Mark Knight
WRF Landowner engagement partner
I am an experienced Chartered Landscape Architect, passionate environmentalist and landscape team leader at Groundwork Yorkshire.
I have been designing landscapes with local communities for over 30 years, helping to improve the spaces where people live, work and play.
I live near the top of the Pennines, next to the Calder Valley. On Boxing Day 2015 I witnessed first-hand the devastation caused by flooding in the valley bottom. The river and canal were breeched, several bridges were de-stabilised and thousands of homes and businesses were flooded. Ever since then, with every prolonged storm event, properties are repeatedly flooded and livelihoods affected.
Being involved in this exciting project, I have the opportunity along with landowners to design NFM projects that use nature-based techniques to protect livelihoods for communities further downstream.
Formed in 1981, as a ‘not-for-profit’ environmental regeneration charity, Groundwork works with local people and the public and private sector to bring about economic and social regeneration. We use the environment as a means of engaging people in their local area working towards a vision of a society of sustainable communities which are vibrant, healthy and safe, and which respect the environment and collectively prosper.
Groundwork is a founding member of the White Rose Forest partnership and has helped achieve its target of planting millions of trees in North and West Yorkshire, most recently planting 7,000 trees at the Brownlee Centre in Leeds.
In 2011, working with the Forestry Commission we designed the award-winning community woodlands at Moston Vale in North Manchester and LIVIA, Salford. Bringing our community engagement and landscape design skills together, we created a kilometre-long woodland and recreation route, transforming a former brownfield site to enhance the local neighbourhood.
I am a friendly and approachable landscape architect who enjoys providing planning and design advice to develop great relationships with landowners in my county. I wholeheartedly believe in the benefits of NFM, using nature to slow the flow and improve water quality rather than expensive, heavily engineered, concrete structures that may need to be raised in the future and do not improve biodiversity.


Work to be completed: Without including any pictures, give back all of the data exactly.
BEGIN Available data
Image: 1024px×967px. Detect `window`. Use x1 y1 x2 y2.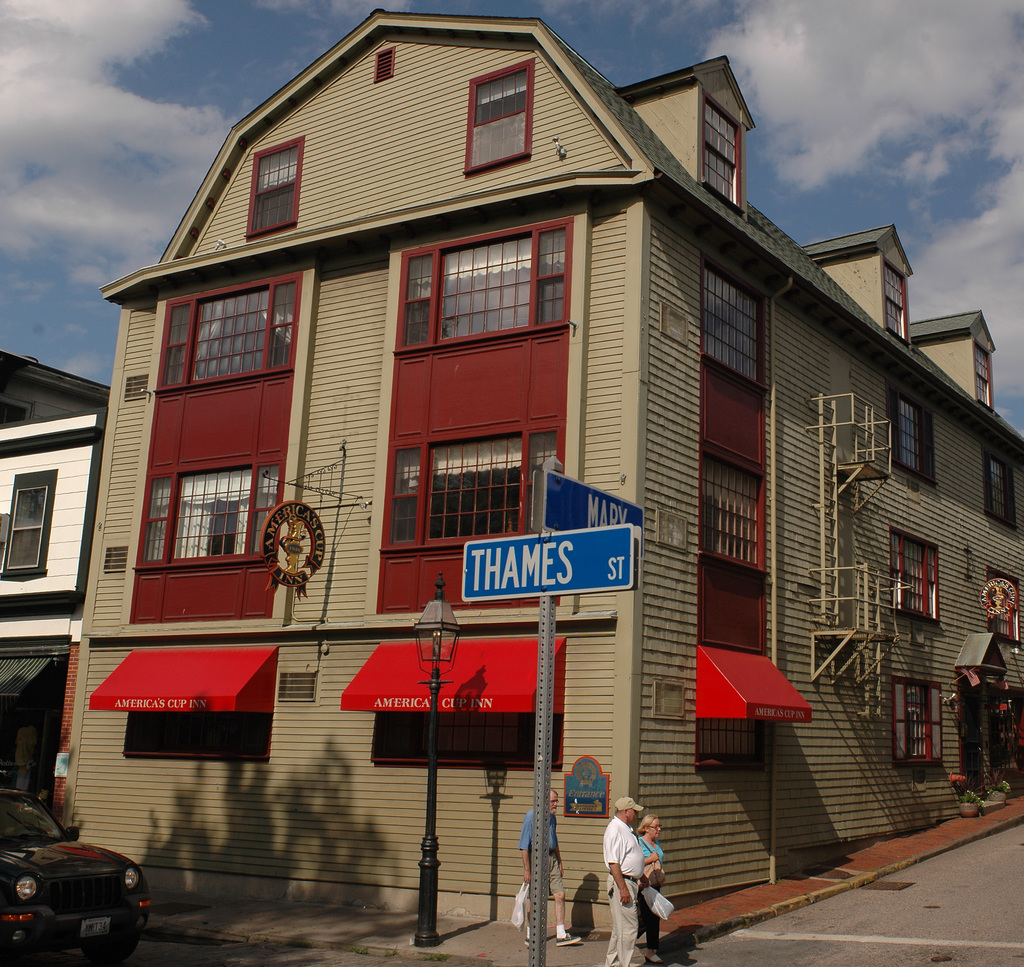
251 133 307 232.
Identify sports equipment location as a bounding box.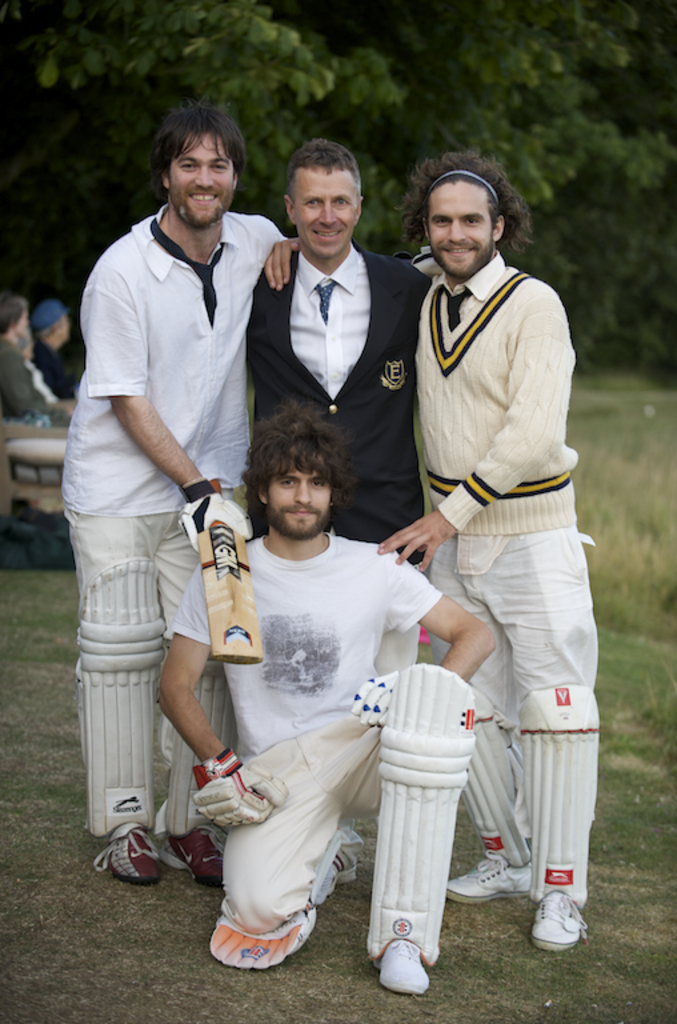
locate(191, 476, 263, 665).
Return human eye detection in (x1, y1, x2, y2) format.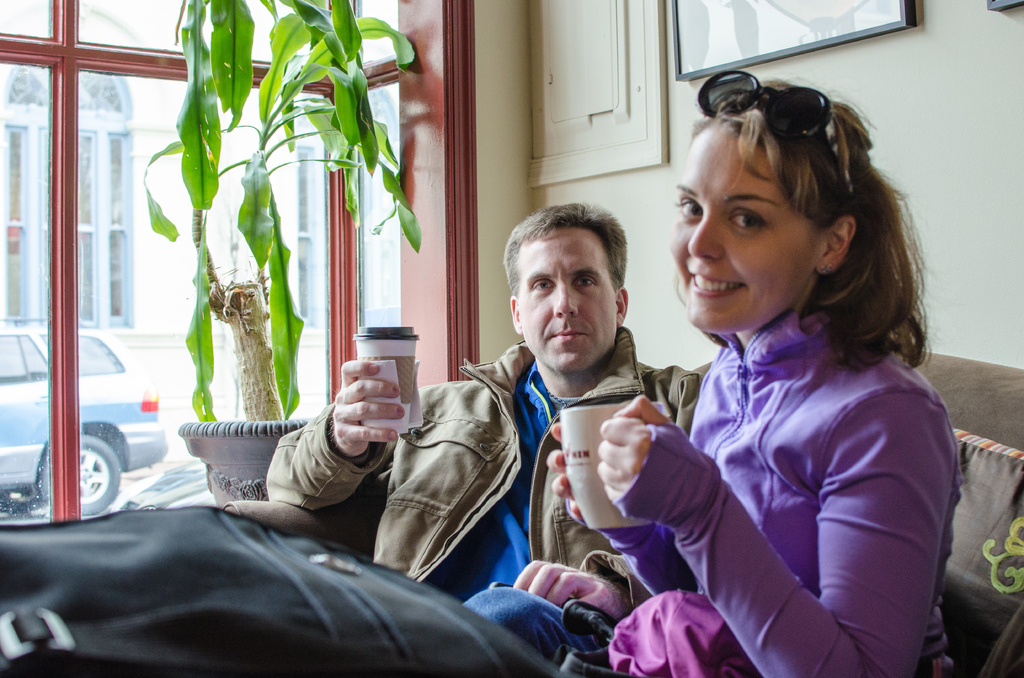
(530, 277, 556, 296).
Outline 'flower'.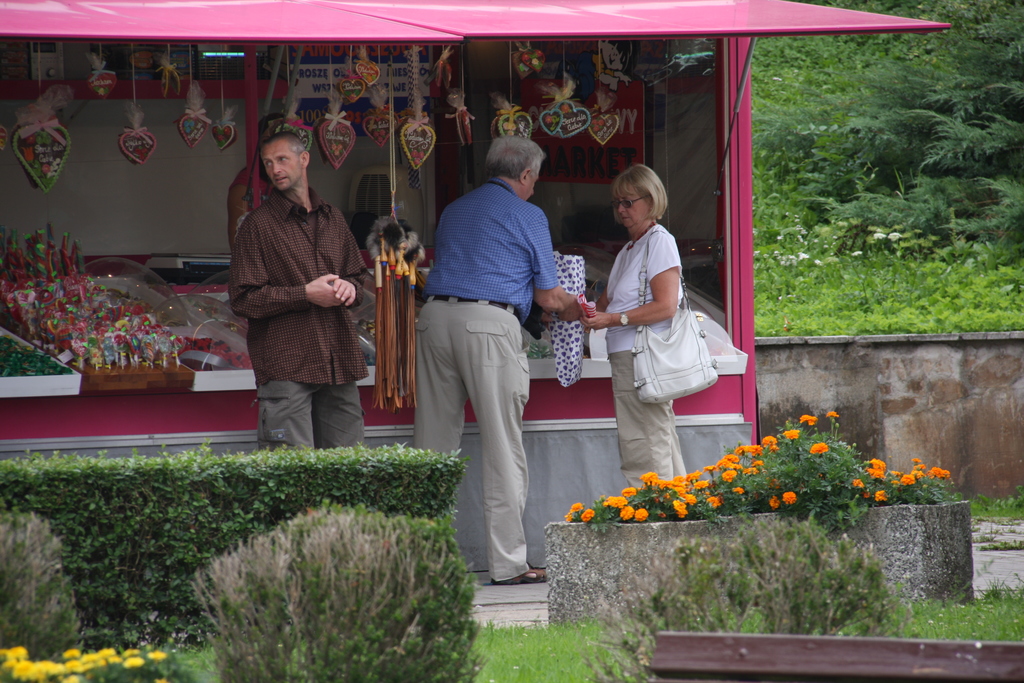
Outline: box(865, 458, 886, 488).
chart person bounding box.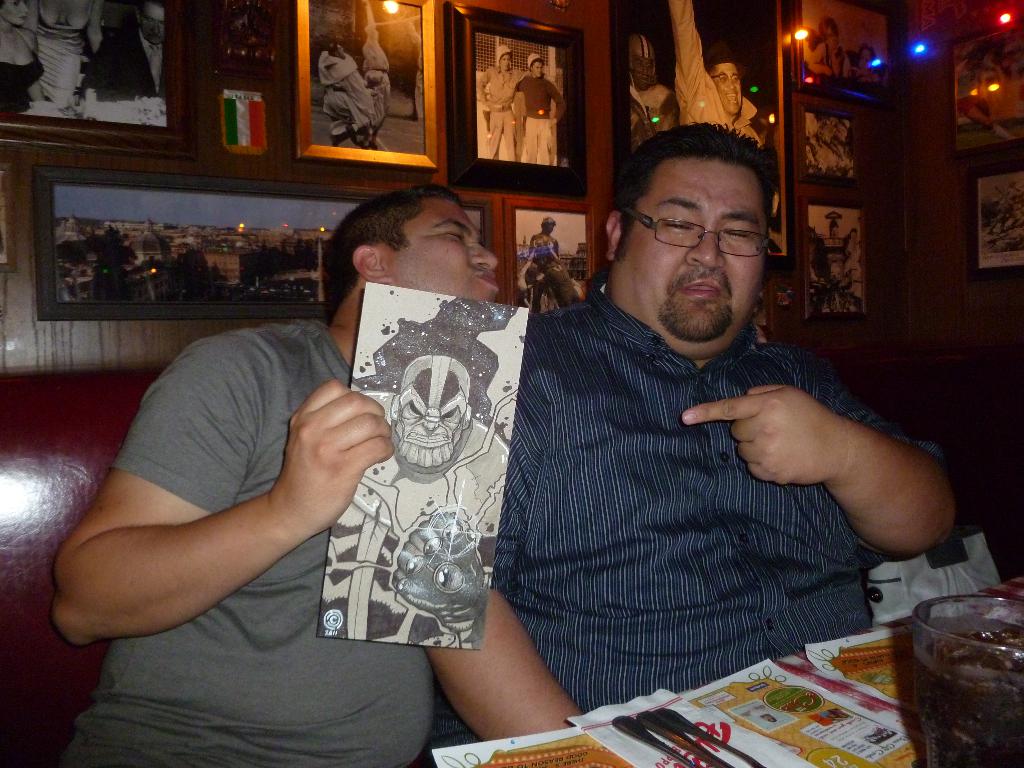
Charted: 508/51/565/159.
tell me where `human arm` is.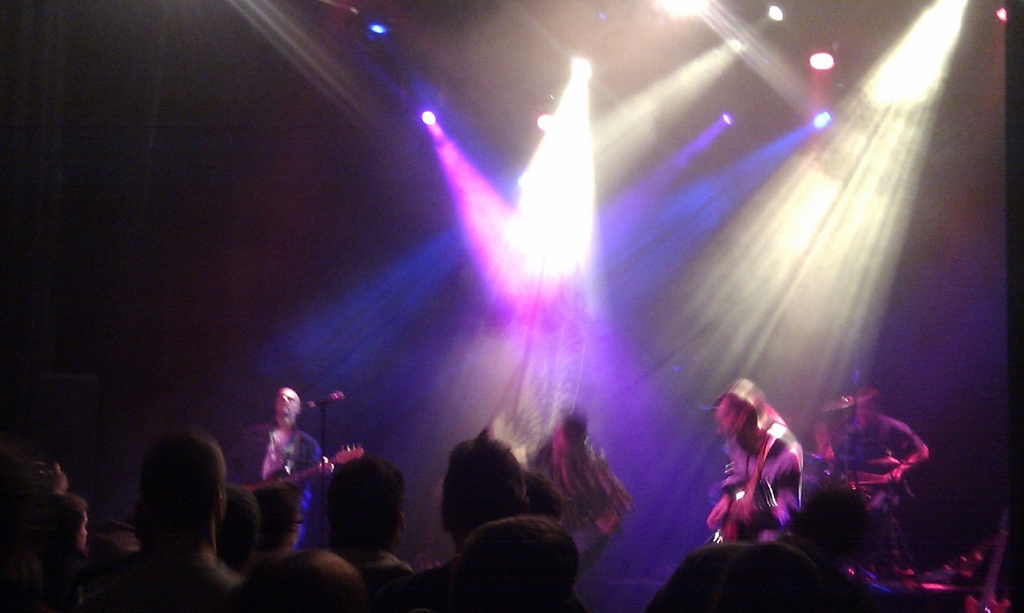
END Available data
Solution for this exercise:
Image: 1024px×967px. Detect `window`. Use x1 y1 x2 y2.
251 133 307 232.
Identify sports equipment location as a bounding box.
locate(191, 476, 263, 665).
Return human eye detection in (x1, y1, x2, y2) format.
(530, 277, 556, 296).
Outline 'flower'.
Outline: box(865, 458, 886, 488).
chart person bounding box.
Charted: 508/51/565/159.
tell me where `human arm` is.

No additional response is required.